Paul believed SLIM played a special role in our joint research; it was a vehicle for the intersection of my own interests in metabolism with Paul’s in imaging. It is almost the only area in which we published joint papers. Some people were intrigued by the SLIM idea and others horrified when it was first presented. “It violates the Heisenberg uncertainty principle,” some said. As a result, Paul’s SLIM grant applications were declined multiple times. But Paul would not give up an idea simply because other people objected. He believed a priori information should be incorporated into the formulation of an imaging problem to significantly reduce the number of measurements needed by the conventional imaging methods. Paul later said he had always felt that SLIM was important not just for a particular application but for broadening ideas of how imaging should be done.
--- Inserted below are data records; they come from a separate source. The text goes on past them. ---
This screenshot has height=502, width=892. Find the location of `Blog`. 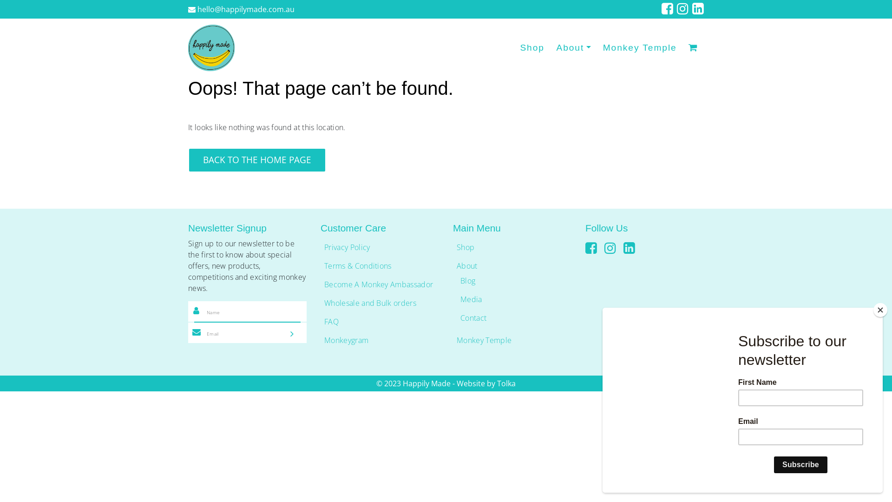

Blog is located at coordinates (468, 281).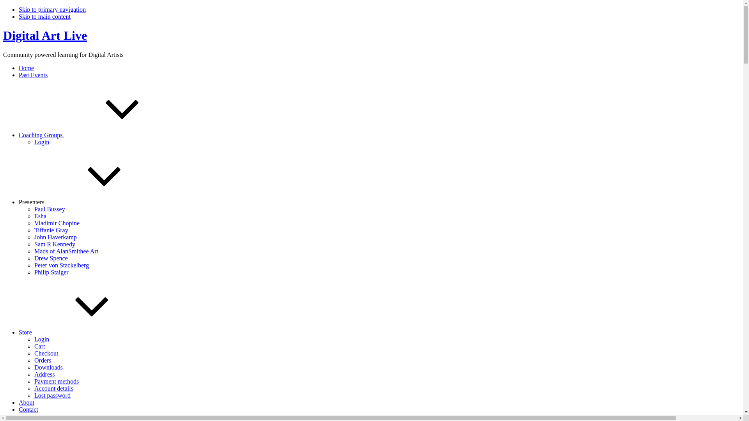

Together with Zhi-Pei Liang, who was first a postdoc
in Paul’s laboratory and later a professor in the Department of Electronic and Computational Engineering at the University of Ilinois, Paul set out to develop the original SLIM technique, ignoring the shouts of disparagement from around our little world. The first version of SLIM was very rudimentary and did not show as much enhancement of image resolution as we had hoped under practical imaging conditions. But Zhi-Pei continued to work on the mathematics of the image formation, and things got better and better. I tended to think of Zhi-Pei as the leader in this project because Paul often complained that he himself wasn’t a good mathematician. Zhi-Pei contradicted him.
One day he and Paul realized that a priori information could be used to improve dynamic imaging as well. They hashed it out in one of their usual evening conversations, when they could talk without interruption. This time Paul came home quite late. I was already in bed, and I sleepily listened to this exciting new idea. “Hey,” he said, “maybe we could image the beating heart—now just how useful it that?” The idea was to obtain a high-resolution image of the heart at one point in its beating cycle, as was now being done in a clinical setting. That image could then be used to constrain the calculation of the images of the heart as it changes throughout the heartbeat. Before, we had thought we needed to calculate separate images for each point in the heartbeat, but now we would calculate only the change in the shape of the heart as it goes through its cycle. This new method, which they named RIGR (reduced-encoding MR imaging with generalized-series reconstruction), needs far less data and can be done much more rapidly. Extending RIGR further, they developed DIME (dynamic imaging by model estimation), which enables real-time cardiac images to be obtained with very limited, undersampled data. The strongest SLIM opponent would be impressed by the results. Constrained imaging with limited data is now a hot topic and well accepted by the imaging community. Paul would have been happy to see that his pioneering efforts and ideas in constrained imaging with limited data are finally making practical medical impacts.